*From Eternity to Here*

The author is Sean Carroll and the subtitle is The Quest for the Ultimate Theory of Time.  This book-to-appear offers a very good summary of the paradoxes of time.  The new contribution (new to me, at least) is to offer an integrated discussion of the multiverse, the law of entropy, de Sitter space, and the foundations of the so-called "arrow of time."

Carroll argues that the invocation of baby universes clears up a lot of apparent puzzles:

The prospect of baby universes makes all the difference in the world to the question of the arrow of time.  Remember the basic dilemma: The most natural universe to live in is de Sitter space, empty space with a positive vacuum energy…most observers will find themselves alone in the universe, having arisen as random arrangements of molecules out of the surrounding high-entropy gas of particles…

Baby universes change this picture in a crucial way.  Now it's no longer true that the only thing that can happen is a thermal fluctuation away from equilibrium and then back again.  A baby universe is a kind of fluctuation, but it's one that never comes back — it grows and cools off, but it doesn't rejoin the original spacetime.

What we've done is given the universe a way that it can increase its entropy without limit.

…[pages later]  In this scenario, the multiverse on ultra-large scales is symmetric about the middle moment, statistically, at least, the far future and the far past are indistinguishable…[yet] The moment of "lowest" entropy is not actually a moment of "low" entropy.  That middle moment was not finely tuned to some special very-low-entropy initial condition, as in typical bouncing models.  It was as high as we could get, for a single connected universe in the presence of a positive vacuum energy.  That's the trick: allowing entropy to continue to rise in both directions of time, even though it started out large to begin with.  There isn't any state we could possibly have chosen that would have prevented this kind of evolution from happening.  An arrow of time is inevitable.

Is it all true?  Beats me.  But if you read this book you will come away more hopeful about the prospects of a relatively simple "theory of everything."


▶ [AIM OF THE EXERCISE] What lines of the data below hold "this"? Show them.

▶ [THE DATA]
_ _ _

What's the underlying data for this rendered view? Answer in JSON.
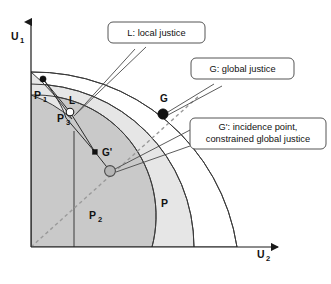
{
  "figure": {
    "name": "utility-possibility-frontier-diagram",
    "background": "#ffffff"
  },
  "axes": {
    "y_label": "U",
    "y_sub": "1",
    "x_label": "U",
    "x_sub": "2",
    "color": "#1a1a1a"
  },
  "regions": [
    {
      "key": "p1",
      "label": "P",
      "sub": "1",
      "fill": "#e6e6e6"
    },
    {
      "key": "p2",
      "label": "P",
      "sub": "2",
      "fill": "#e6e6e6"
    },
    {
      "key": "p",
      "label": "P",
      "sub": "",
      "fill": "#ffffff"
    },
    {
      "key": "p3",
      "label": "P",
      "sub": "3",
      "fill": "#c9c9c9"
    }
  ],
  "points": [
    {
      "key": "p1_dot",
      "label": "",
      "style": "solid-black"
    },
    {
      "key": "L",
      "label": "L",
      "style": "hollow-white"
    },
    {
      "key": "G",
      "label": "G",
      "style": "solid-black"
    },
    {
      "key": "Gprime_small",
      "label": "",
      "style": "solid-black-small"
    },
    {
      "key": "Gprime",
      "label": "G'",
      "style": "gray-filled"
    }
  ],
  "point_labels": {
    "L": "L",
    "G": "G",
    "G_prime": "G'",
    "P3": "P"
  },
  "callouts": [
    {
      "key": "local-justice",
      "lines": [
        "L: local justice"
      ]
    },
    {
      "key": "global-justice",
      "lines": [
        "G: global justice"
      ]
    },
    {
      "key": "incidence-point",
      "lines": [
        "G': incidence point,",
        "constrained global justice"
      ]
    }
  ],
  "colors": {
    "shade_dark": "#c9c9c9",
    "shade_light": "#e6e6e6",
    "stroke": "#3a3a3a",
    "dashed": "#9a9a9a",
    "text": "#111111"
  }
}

_ _ _

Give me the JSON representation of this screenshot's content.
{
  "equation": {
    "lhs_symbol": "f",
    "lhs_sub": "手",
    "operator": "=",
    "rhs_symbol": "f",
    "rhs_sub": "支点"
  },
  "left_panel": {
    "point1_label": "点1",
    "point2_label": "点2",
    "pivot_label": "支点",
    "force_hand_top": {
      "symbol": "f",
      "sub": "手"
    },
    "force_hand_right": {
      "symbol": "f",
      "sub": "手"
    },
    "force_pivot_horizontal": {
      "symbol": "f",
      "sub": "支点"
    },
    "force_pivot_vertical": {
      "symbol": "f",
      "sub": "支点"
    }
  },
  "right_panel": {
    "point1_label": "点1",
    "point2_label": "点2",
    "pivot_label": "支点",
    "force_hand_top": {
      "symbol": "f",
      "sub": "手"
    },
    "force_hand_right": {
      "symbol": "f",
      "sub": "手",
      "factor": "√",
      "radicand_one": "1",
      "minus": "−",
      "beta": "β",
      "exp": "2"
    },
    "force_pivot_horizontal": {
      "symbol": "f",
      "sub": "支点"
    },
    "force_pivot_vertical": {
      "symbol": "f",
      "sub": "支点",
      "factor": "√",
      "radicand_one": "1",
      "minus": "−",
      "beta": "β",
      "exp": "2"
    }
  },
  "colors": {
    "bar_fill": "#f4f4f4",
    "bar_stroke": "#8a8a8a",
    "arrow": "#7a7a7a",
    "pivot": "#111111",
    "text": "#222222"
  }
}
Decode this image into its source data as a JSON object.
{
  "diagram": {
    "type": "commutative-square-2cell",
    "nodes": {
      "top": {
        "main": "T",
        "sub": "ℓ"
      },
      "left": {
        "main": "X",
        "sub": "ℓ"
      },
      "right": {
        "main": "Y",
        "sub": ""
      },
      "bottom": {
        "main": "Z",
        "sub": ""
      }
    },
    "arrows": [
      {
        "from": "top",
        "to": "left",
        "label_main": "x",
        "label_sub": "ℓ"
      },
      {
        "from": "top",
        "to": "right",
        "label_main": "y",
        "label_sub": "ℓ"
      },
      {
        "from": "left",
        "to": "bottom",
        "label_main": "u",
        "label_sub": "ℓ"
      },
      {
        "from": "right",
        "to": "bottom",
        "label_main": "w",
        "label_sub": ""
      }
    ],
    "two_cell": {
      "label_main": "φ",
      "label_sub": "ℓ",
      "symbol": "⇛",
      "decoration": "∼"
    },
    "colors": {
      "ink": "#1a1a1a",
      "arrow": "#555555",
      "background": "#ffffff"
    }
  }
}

_ _ _

▶ [EXERCISE RESULT]
What's the underlying data for this rendered view? Answer in JSON.
Give me the JSON representation of this screenshot's content.
Decode this image into its source data as a JSON object.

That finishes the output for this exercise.